THE MUSEUM

The Exhibit

Percorso espositivo

The first hall has the scales, weights and measures used by merchants, folk medicine, votive offerings, breviaries, and other mementos of the religious life of the past, including a pleasingly naïf-style painting of Jesus and the Devil contending the soul of a dying man, who reluctantly resists temptation (women, games, money and music).

The next section, located in the top floor, is devoted to domestic life, with the troughs and tools the farmers used to process the chestnut cop, the spinning wheels and carding tools used to process hemp (the women spun it so finely is resembled linen), the looms they weaved the cloth with, and examples of traditional clothing, some made entirely at home and some with, and examples of traditional clothing, some made entirely at home and some with cloth bought from itinerant merchants. The patterned blocks used to die the finished cloth are especially interesting. Basket weaving was also an important activity, undertaken primarily by the men during the winters, when it was to cold or to wet to work the fields; there are examples of the baskets they wove for use in the fields and of those they made to sell at fairs.
There are also cooking implements, butter churns and molds, and\all sorts of other things including fish traps. While one would expect a fish trap to be plain and functional (and it is), the amount of care taken in decorating the objects used in the home, even the simplest, is simply astonishing.

Descending a level there are exhibits devoted to the various trades. First the woodworkers, whit a selection of their tools, and, much more interesting, the furniture the cabinet makers produced. There are tables, surprisingly elegant chairs and couches that bring to mind Windsor furniture, and a number of beautiful cradles, made from faggio (a local wood) and died red with faggio sap to ward of the evil eye. They’re painstakingly carved with geometric patterns, especially stylized daisies.
The next room is dedicated to stone carvers, who produced all sorts of things, from troughs to lintels. Again, the daisy is a common decorative motif, and you’ll receive a reminder of how frugal life was in the past from a\stone capital which, being carved and shaped was valuable, and was therefore hollowed out to make a mortar when it was no longer needed at the top of a column. Smithing is next; most of what the smiths made was coarse, either shoes for horses and oxen or tools, but they did find time to make locks as well, and there’s a charming wrought-iron cradle that must have been some family’s happiest possession.

We descend another level, into a room whit channels set into the floor that were used to direct the water to the mills until the 1950s. The room is now dedicated to the area’s wine-making traditions, whit the shears used for pruning, baskets, and bottling equipment.
The next room is dedicated to the tools used to process wheat, and then there’s the mill itself, whit three millstones (for grain, corn and chestnuts) that were turned when the water struck the paddles of the wheels in the channels set under the floor. Milling was an abrasive task, and there are also the tools the miller used to dress his stones.

There’s also another hall, which likely served as a storeroom in the past and now houses temporary exhibitions. It’s a fun museum, ideal for children, and makes for an excellent day trip from Versilia, or Genova, or Emilia Romagna.

 

stazione multimedialeThe museum has four touch-screen multimedia stations positioned in the various exhibition areas where visitors can see the large collection of audio-visual documents of the Municipal Library, consisting of digitized rare vintage photographs, video interviews, documentaries and audio interviews on culture lunigianese.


■ Goal of the exercise ■
Repeat exactly the line that includes "Locate the bounding box of *person*." and all lines after it, ending with the last line of the listing below.

■ Data records ■
------------------------
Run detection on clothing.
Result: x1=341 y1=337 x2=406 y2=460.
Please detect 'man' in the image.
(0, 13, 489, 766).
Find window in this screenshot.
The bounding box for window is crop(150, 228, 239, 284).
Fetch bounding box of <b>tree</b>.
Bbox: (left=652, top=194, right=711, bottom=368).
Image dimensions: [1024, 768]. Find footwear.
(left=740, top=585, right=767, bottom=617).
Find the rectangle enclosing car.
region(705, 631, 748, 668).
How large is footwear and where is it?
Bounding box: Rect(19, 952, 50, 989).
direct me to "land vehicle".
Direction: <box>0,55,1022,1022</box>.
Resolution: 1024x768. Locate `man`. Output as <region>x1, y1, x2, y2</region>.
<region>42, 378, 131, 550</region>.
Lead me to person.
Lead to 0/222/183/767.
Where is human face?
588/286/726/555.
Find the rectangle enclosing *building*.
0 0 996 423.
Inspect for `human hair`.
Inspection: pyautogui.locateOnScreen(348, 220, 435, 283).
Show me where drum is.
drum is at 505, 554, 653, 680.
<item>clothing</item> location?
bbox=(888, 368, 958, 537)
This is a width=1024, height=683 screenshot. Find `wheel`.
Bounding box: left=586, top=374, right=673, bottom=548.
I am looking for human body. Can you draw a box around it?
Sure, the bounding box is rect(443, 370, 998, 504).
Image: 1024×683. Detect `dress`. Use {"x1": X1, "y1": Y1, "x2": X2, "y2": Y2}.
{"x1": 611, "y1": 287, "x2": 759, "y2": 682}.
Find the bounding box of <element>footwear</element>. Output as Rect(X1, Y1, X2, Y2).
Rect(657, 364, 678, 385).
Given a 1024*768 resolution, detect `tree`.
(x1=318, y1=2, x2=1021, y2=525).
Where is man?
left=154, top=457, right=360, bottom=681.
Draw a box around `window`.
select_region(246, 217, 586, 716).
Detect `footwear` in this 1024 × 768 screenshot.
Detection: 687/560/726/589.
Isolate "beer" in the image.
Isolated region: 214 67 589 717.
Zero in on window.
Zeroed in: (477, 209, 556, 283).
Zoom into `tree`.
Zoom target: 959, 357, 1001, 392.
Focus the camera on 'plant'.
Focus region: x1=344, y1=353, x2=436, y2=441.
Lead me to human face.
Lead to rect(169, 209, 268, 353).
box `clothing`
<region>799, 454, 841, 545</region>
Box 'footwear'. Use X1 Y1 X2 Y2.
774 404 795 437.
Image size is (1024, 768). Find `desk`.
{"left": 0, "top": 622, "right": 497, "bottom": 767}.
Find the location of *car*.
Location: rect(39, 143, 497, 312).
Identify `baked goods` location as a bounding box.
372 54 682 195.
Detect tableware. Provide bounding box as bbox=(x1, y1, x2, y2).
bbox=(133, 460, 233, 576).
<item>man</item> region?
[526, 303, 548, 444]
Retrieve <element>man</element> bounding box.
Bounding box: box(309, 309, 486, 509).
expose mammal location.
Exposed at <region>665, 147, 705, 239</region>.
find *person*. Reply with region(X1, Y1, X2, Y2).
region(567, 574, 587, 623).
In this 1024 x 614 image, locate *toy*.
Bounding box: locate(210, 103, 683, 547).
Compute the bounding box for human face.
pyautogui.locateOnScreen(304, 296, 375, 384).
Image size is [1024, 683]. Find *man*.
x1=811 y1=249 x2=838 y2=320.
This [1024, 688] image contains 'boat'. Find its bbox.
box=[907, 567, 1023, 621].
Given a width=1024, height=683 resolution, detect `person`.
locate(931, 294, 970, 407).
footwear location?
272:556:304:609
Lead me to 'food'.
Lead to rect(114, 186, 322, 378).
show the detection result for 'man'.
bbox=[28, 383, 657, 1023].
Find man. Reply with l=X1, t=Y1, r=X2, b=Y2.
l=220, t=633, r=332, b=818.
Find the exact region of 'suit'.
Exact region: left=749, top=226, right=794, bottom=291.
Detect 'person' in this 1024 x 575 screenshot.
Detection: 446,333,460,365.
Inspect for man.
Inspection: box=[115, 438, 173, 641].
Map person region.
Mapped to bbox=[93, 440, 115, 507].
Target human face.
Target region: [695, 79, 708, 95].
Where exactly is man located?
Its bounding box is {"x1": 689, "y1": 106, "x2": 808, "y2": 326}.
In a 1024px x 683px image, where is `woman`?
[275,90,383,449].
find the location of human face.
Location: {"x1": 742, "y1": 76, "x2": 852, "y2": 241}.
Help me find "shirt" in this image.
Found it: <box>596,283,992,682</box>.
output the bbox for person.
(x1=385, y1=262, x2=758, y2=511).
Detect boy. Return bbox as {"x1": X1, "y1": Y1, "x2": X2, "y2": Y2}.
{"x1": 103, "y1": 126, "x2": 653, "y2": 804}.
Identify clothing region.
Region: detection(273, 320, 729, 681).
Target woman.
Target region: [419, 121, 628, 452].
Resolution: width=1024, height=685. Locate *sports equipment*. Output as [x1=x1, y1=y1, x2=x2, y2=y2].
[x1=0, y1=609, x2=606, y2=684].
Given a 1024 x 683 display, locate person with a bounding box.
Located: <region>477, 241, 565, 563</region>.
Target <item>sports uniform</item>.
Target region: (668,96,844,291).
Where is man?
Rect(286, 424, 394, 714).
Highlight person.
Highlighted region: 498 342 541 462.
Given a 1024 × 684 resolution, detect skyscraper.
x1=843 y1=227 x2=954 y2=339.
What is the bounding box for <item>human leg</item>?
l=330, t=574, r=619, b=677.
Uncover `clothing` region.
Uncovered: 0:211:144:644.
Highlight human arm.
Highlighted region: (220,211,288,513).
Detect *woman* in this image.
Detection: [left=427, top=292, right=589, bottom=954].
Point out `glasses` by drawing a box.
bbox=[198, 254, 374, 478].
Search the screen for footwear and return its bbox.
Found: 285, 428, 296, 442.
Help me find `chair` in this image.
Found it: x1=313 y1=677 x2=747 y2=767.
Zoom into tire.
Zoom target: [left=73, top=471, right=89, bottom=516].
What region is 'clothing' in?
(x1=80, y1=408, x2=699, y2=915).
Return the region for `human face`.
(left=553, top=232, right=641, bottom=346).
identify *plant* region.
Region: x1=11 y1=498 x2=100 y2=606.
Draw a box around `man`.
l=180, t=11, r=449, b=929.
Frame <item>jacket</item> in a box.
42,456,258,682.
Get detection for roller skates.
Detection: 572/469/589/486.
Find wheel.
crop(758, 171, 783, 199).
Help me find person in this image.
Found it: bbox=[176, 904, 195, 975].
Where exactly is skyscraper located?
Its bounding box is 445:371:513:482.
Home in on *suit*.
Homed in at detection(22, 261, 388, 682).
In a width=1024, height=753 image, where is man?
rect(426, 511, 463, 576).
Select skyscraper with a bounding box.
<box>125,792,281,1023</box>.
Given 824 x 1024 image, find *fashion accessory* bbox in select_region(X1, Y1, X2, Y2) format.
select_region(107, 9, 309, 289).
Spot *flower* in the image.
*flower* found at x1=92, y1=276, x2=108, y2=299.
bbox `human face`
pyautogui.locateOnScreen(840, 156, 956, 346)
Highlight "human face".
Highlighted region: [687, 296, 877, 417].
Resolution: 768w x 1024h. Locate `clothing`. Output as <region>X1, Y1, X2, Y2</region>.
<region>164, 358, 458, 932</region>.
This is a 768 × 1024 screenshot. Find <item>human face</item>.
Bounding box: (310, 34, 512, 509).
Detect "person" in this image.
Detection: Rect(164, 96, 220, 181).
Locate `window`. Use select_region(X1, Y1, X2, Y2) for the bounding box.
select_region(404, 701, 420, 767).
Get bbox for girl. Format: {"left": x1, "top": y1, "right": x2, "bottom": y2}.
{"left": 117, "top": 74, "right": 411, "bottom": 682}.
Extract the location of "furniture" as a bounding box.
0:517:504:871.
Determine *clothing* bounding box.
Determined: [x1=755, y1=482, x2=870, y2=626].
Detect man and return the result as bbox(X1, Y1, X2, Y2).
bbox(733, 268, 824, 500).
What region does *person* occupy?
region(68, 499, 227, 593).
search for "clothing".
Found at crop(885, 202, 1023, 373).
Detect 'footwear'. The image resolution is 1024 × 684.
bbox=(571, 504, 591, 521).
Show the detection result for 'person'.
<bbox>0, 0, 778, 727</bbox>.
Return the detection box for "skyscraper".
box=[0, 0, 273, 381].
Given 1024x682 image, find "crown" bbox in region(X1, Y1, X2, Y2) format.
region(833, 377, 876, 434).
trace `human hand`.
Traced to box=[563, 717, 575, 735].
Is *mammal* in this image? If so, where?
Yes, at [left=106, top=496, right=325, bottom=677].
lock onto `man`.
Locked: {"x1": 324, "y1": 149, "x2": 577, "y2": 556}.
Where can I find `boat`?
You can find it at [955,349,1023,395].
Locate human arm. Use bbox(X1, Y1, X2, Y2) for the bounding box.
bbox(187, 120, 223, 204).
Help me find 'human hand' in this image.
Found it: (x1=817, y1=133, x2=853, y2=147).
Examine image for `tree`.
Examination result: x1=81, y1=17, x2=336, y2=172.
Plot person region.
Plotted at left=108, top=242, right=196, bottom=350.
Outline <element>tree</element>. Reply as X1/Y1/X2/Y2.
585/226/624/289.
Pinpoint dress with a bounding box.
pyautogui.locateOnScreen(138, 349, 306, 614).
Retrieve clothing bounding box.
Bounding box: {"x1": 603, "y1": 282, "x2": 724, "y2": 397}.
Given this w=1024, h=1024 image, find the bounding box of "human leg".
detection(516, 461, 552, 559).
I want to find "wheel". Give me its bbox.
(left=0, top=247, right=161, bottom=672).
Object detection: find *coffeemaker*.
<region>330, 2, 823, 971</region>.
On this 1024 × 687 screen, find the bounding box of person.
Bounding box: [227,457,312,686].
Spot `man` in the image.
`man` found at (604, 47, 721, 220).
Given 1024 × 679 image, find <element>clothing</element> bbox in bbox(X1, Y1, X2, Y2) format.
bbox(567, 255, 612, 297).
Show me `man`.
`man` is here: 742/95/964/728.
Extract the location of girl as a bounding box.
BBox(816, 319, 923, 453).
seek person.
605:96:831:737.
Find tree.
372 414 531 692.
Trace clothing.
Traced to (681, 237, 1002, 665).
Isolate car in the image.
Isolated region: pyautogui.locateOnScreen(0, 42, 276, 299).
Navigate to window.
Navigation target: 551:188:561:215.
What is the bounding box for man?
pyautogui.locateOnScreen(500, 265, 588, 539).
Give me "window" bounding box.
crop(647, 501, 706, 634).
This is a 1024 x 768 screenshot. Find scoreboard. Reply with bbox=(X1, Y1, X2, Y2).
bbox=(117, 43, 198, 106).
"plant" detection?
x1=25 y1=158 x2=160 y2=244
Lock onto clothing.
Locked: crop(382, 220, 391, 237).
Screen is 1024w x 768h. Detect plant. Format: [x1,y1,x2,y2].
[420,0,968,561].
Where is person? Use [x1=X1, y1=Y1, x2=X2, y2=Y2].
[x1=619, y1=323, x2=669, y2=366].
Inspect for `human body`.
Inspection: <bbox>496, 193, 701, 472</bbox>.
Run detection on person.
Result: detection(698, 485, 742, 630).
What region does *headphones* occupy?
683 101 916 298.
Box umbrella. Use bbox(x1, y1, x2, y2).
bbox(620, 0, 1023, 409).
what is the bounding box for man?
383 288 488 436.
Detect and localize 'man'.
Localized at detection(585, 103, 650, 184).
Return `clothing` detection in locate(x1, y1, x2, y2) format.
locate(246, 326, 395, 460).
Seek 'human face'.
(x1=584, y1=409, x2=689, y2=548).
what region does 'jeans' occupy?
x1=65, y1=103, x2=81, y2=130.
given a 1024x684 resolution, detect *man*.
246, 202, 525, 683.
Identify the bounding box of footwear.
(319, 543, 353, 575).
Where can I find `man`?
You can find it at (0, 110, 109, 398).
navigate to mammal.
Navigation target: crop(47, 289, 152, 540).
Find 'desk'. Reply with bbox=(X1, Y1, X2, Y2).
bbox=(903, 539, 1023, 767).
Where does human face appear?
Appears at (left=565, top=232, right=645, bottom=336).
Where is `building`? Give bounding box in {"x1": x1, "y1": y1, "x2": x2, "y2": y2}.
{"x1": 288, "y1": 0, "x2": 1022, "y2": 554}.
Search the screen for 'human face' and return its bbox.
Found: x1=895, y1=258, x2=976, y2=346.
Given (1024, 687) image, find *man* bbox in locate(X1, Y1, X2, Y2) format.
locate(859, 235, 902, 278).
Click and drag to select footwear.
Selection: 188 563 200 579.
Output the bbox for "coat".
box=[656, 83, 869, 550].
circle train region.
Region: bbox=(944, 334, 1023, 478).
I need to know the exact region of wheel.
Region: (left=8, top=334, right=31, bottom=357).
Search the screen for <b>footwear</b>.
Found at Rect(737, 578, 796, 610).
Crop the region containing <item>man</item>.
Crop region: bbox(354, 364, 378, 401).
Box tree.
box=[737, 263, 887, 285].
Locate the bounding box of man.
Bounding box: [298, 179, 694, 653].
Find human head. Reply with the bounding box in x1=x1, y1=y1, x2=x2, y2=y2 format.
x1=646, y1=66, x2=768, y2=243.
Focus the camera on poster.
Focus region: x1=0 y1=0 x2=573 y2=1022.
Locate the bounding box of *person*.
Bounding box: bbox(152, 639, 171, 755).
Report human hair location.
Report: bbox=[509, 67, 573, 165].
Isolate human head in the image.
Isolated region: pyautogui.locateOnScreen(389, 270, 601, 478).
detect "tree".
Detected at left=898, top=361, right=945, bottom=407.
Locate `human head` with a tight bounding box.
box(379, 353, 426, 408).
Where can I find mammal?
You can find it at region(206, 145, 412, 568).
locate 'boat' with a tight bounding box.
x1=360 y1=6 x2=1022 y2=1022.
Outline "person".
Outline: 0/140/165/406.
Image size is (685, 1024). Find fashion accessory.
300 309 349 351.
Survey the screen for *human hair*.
------------------------
■ Expected output ■
Locate the bounding box of *person*.
Bounding box: bbox(152, 639, 171, 755).
Report human hair location.
Report: bbox=[509, 67, 573, 165].
Isolate human head in the image.
Isolated region: pyautogui.locateOnScreen(389, 270, 601, 478).
detect "tree".
Detected at left=898, top=361, right=945, bottom=407.
Locate `human head` with a tight bounding box.
box(379, 353, 426, 408).
Where can I find mammal?
You can find it at region(206, 145, 412, 568).
locate 'boat' with a tight bounding box.
x1=360 y1=6 x2=1022 y2=1022.
Outline "person".
Outline: 0/140/165/406.
Image size is (685, 1024). Find fashion accessory.
300 309 349 351.
Survey the screen for *human hair*.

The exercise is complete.